Although they lack the big chorus numbers of The Boys from Syracuse, modern productions of The Comedy of Errors tend to possess all the zaniness and whimsy of an early stage musical. Wardrobes range from colorful Renaissance garb to sailor suits, with minor characters such as Luce often showcasing the costumer's inventiveness. Other productions up the ante by having each pair of twins played by a single actor. The California Shakespeare Theater, for example, mounted a 2014 production, in which Danny Scheie played both Dromios, with only slight costume changes to indicate which character was which.
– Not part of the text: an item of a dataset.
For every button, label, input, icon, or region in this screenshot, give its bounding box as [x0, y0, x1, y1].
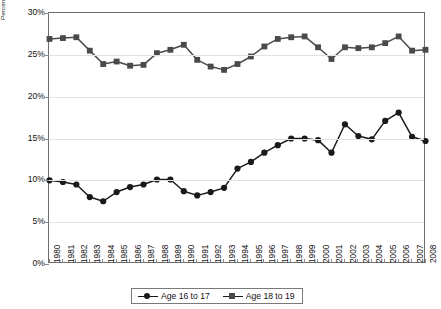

A few modern directors, however, have approached The Comedy of Errors with more restraint. British director Tim Supple, for example, directed a 1996 Royal Shakespeare Company production described as "thoughtful and sombre"—two adjectives seldom applied to this usually farcical play. Shying away from circus-like sounds and colors, Supple's production made use of an extremely simple set: a brick wall with a single door. Gone, too, were the clownish costumes so often associated with The Comedy of Errors. Instead, Supple's troupe performed in subdued modern dress: suits and fedoras for the men, long skirts and cardigans for the women.